May is the month when we celebrate Mother’s Day, and it is also Mental Health Awareness Month. So I decided to write about both of them.
The moment you learn you are expecting a baby, life takes a different turn. From that point on, everything revolves around the baby—its well-being, its health, the financial security you can provide, and its safety.
And when the baby arrives, the joy of holding your little one for the first time is unmatched.
Then come the saga of the sleepless nights ,The constant cycle of feeding,changing diapers, soothing, and worrying . Your world shifts overnight, and somehow, you are expected to just know what to do. You question yourself more than you ever have before:
Am I doing enough? Am I doing this right?
But that doesn’t mean you can pause or quit— there is no time for that. You have to keep showing up.
We often tell new parents to “soak it all in,” and yes, there is so much to soak in.
But what we don’t talk about enough is this: sometimes, alongside all that love and joy, there are emotions we didn’t expect.
For some mothers, the overwhelm doesn’t settle. It deepens. it often comes wrapped in uncertainty, sleepless nights, and quiet moments of self-doubt.

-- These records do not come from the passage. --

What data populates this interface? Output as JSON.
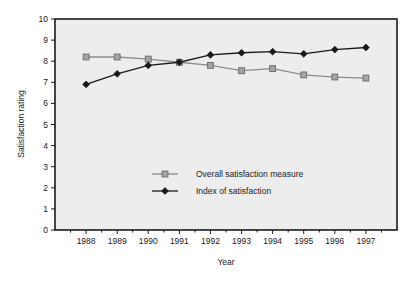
{
  "chart_data": {
    "type": "line",
    "title": "",
    "xlabel": "Year",
    "ylabel": "Satisfaction rating",
    "categories": [
      "1988",
      "1989",
      "1990",
      "1991",
      "1992",
      "1993",
      "1994",
      "1995",
      "1996",
      "1997"
    ],
    "x": [
      1988,
      1989,
      1990,
      1991,
      1992,
      1993,
      1994,
      1995,
      1996,
      1997
    ],
    "ylim": [
      0,
      10
    ],
    "yticks": [
      "0",
      "1",
      "2",
      "3",
      "4",
      "5",
      "6",
      "7",
      "8",
      "9",
      "10"
    ],
    "ytick_values": [
      0,
      1,
      2,
      3,
      4,
      5,
      6,
      7,
      8,
      9,
      10
    ],
    "grid": false,
    "legend_position": "center",
    "series": [
      {
        "name": "Overall satisfaction measure",
        "marker": "square",
        "color": "#8c8c8c",
        "line_color": "#8c8c8c",
        "values": [
          8.2,
          8.2,
          8.1,
          7.95,
          7.8,
          7.55,
          7.65,
          7.35,
          7.25,
          7.2
        ]
      },
      {
        "name": "Index of satisfaction",
        "marker": "diamond",
        "color": "#1a1a1a",
        "line_color": "#1a1a1a",
        "values": [
          6.9,
          7.4,
          7.8,
          7.95,
          8.3,
          8.4,
          8.45,
          8.35,
          8.55,
          8.65
        ]
      }
    ]
  },
  "legend": {
    "items": [
      {
        "label": "Overall satisfaction measure"
      },
      {
        "label": "Index of satisfaction"
      }
    ]
  },
  "axes": {
    "x_title": "Year",
    "y_title": "Satisfaction rating"
  },
  "colors": {
    "plot_background": "#ededed",
    "frame": "#1a1a1a",
    "series_overall": "#8c8c8c",
    "series_index": "#1a1a1a",
    "text": "#1a1a1a"
  }
}
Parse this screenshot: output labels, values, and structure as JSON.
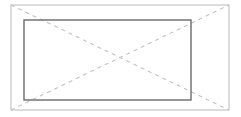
{
  "document": {
    "title": "Window Elevation Symbol",
    "background_color": "#ffffff",
    "width": 241,
    "height": 117
  },
  "drawing": {
    "type": "architectural-window-elevation",
    "outer_frame": {
      "name": "outer-frame-rectangle",
      "x": 11,
      "y": 5,
      "width": 218,
      "height": 105,
      "stroke_color": "#b9b9b9",
      "stroke_width": 1,
      "fill": "none"
    },
    "inner_panel": {
      "name": "inner-panel-rectangle",
      "x": 24,
      "y": 20,
      "width": 167,
      "height": 80,
      "stroke_color": "#6b6b6b",
      "stroke_width": 1.4,
      "fill": "none"
    },
    "crossing_point": {
      "x": 62,
      "y": 70
    },
    "dashed_lines": [
      {
        "name": "diagonal-top-left-to-bottom-right",
        "x1": 11,
        "y1": 5,
        "x2": 229,
        "y2": 110,
        "stroke_color": "#c2c2c2",
        "stroke_width": 1.1,
        "dash_pattern": "4 4"
      },
      {
        "name": "diagonal-bottom-left-to-top-right",
        "x1": 11,
        "y1": 110,
        "x2": 229,
        "y2": 5,
        "stroke_color": "#c2c2c2",
        "stroke_width": 1.1,
        "dash_pattern": "4 4"
      }
    ],
    "colors": {
      "outer_stroke": "#b9b9b9",
      "inner_stroke": "#6b6b6b",
      "dash_stroke": "#c2c2c2",
      "background": "#ffffff"
    }
  }
}
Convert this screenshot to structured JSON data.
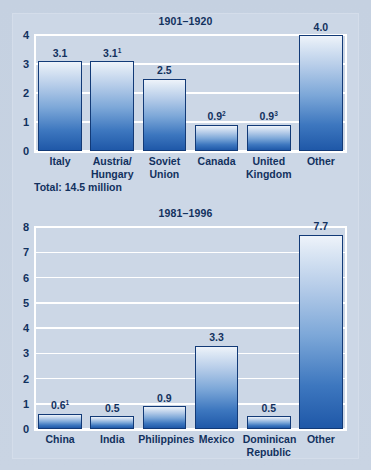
{
  "figure": {
    "background_color": "#ccd7e6",
    "accent_color": "#12315e",
    "bar_border_color": "#123a77",
    "gridline_color": "#ffffff",
    "total_note": "Total: 14.5 million"
  },
  "chart_data": [
    {
      "type": "bar",
      "title": "1901–1920",
      "xlabel": "",
      "ylabel": "",
      "ylim": [
        0,
        4
      ],
      "yticks": [
        "0",
        "1",
        "2",
        "3",
        "4"
      ],
      "grid": true,
      "legend": "none",
      "categories": [
        "Italy",
        "Austria/\nHungary",
        "Soviet\nUnion",
        "Canada",
        "United\nKingdom",
        "Other"
      ],
      "values": [
        3.1,
        3.1,
        2.5,
        0.9,
        0.9,
        4.0
      ],
      "labels": [
        "3.1",
        "3.1",
        "2.5",
        "0.9",
        "0.9",
        "4.0"
      ],
      "footnotes": [
        "",
        "1",
        "",
        "2",
        "3",
        ""
      ]
    },
    {
      "type": "bar",
      "title": "1981–1996",
      "xlabel": "",
      "ylabel": "",
      "ylim": [
        0,
        8
      ],
      "yticks": [
        "0",
        "1",
        "2",
        "3",
        "4",
        "5",
        "6",
        "7",
        "8"
      ],
      "grid": true,
      "legend": "none",
      "categories": [
        "China",
        "India",
        "Philippines",
        "Mexico",
        "Dominican\nRepublic",
        "Other"
      ],
      "values": [
        0.6,
        0.5,
        0.9,
        3.3,
        0.5,
        7.7
      ],
      "labels": [
        "0.6",
        "0.5",
        "0.9",
        "3.3",
        "0.5",
        "7.7"
      ],
      "footnotes": [
        "1",
        "",
        "",
        "",
        "",
        ""
      ]
    }
  ]
}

Some days it feels like you have got it all together; other days it feels like you are falling apart, like you are failing.
It’s not just exhaustion.
It’s not just “baby blues.”
It’s something heavier—something harder to name.
Postpartum depression is real.
And it doesn’t always look the way people imagine. It isn’t always tears or visible sadness. Sometimes, it shows up as numbness. As irritability. As feeling disconnected from yourself, or even from your baby. Sometimes, it’s guilt—the kind that sits quietly but heavily in your heart, making you question everything.
And perhaps the hardest part? The silence around it.
Because how do you admit you are struggling during what is supposed to be the happiest time of your life?
How do you say out loud that you don’t feel the way you thought you would?
I remember when I became a mom for the first time—I was excited and supported. My husband was a stay-at-home dad, and together we found our rhythm in the chaos.
But when I became a mom for the second time, things were very different.
After the first couple of months, the help slowly disappeared. It was just me and the children. There was no one else. The days felt longer, the nights even longer. I struggled more than I had expected to—eating cereal for dinner became my reality.
I couldn’t juggle it all. I let my career go, and with it went the financial independence I once had. There was no time alone, no friends, no colleagues, no date nights, no pauses to catch my breath. It was a constant giving of myself in every direction.
I pushed through, holding on, looking at their faces and telling myself I had to keep going.
And I did.
But if I’m being honest, I wouldn’t advise that path.
Pushing through in silence is not strength—it is survival.
Somewhere along the way, we created this idea that a “good mother” is always grateful, always glowing, always holding it together. So many mothers carry their struggles quietly. They smile when they are expected to smile. They say “I’m fine” because it feels easier than explaining the storm inside.
But real motherhood is not one emotion.
It is love and exhaustion.
Joy and doubt.
Connection and, at times, loneliness.
And strength? Strength is not pretending everything is okay.
Strength is acknowledging when it’s not.
It’s asking for help. It’s opening up to a friend, a partner, a doctor. It’s allowing yourself to say, “This is hard,” without attaching guilt to it.
Because it is hard.
And you are not alone.
If there is one thing I would say to any new mother, it is this: please ask for help. Don’t wait until you are overwhelmed. Don’t convince yourself you have to do it all on your own.
So yes, soak it all in—but not just the picture-perfect moments. Soak in the truth of it all: the beauty and the struggle, the laughter and the tears, the parts that fill your heart and the parts that stretch it in ways you never imagined.
Because sometimes, soaking it all in also means allowing yourself to feel what no one prepared you for—and knowing that it doesn’t make you any less of a mother.
It makes you human.
If you’ve ever felt this way, you’re not alone. 🤍
I’d love to hear from you—did any part of this resonate?
And if you are reading this, please check on the mothers around you who may be quietly overwhelmed as I write this.